The self-harm of high taxes on oil, gas, coal and electricity

Main taxes on the oil and gas industry
The UK benefits from tax revenue from the oil and gas industry and from annual licence fees. The main taxes are:
Ring Fenced Corporation Tax (“RFCT”) of 30%
These taxes are charged on ring-fenced profits from oil and gas produced in the UK and the UK Continental Shelf. Ring-fenced profits are those that cannot be reduced by losses from other parts of the company. This 30% tax rate was intended to ensure the UK government received a fair share of returns from the UK’s natural resources. The standard UK corporate tax rate is currently 25%.

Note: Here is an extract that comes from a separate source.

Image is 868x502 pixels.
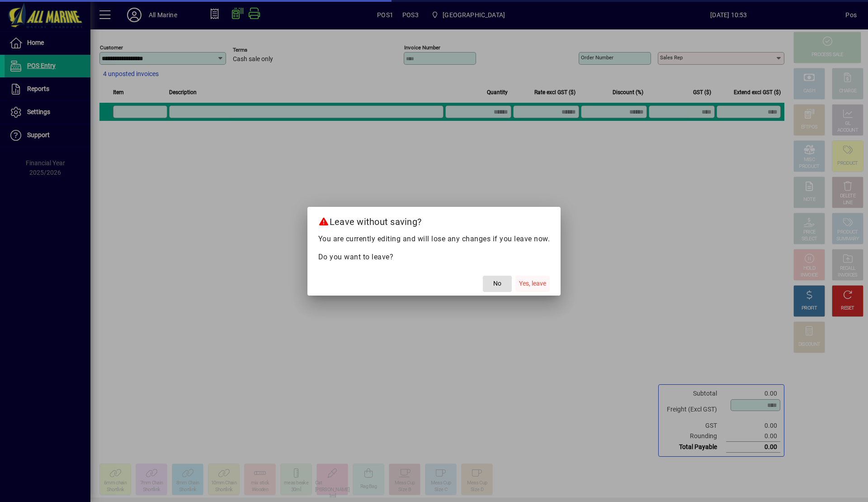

The Supplementary Charge (“SC”) of 10%
The 10% Supplementary Charge was introduced in 2016 and is also applied to ringfenced profits, but without a deduction for financing costs. However, the SC permits deductions for the Investment Allowances, Cluster Area Allowance, and Onshore Allowances. The Cluster Area allowance was introduced in the Finance Act 2015 and provides a 62.5% deduction on qualifying expenditure incurred in a designated Cluster area. So far, there is only one cluster area: the Culzean Cluster Area in the North Sea. The Onshore Allowance was introduced in the Finance Act 2014 to support the development of onshore oil and gas projects and allows 75% of capital expenditure to be deducted. The Investment Allowance is currently 62.5% of investment expenditure.
Petroleum Revenue Tax (“PRT”)
Previously, a 50% Petroleum revenue tax was imposed. This is a field-based tax charged on profits from oil and gas production in individual fields that received development consent before 16 March 1993. With effect from 1 January 2016, the Petroleum Revenue Tax rate was reduced to 0%. Petroleum Revenue Tax is a deductible expense in computing profits chargeable to Ring Fenced Corporation Tax and Supplementary Charge.
Energy Profits Levy (“EPL”) – “Windfall Tax”
Introduced following the Russian invasion of Ukraine as a temporary tax on the “Windfall profits” of oil and gas companies. Originally set at 25% for 3 years, the EPL has been increased and extended twice and is now 38% through to 2030. After its expiry in 2030, it will be replaced by a permanent tax. The EPL will expire before 2030 if the 6-month average price for both oil and gas is at or below the Energy Security Investment Mechanism threshold of £71.40 per barrel of oil and £0.54 per therm for gas.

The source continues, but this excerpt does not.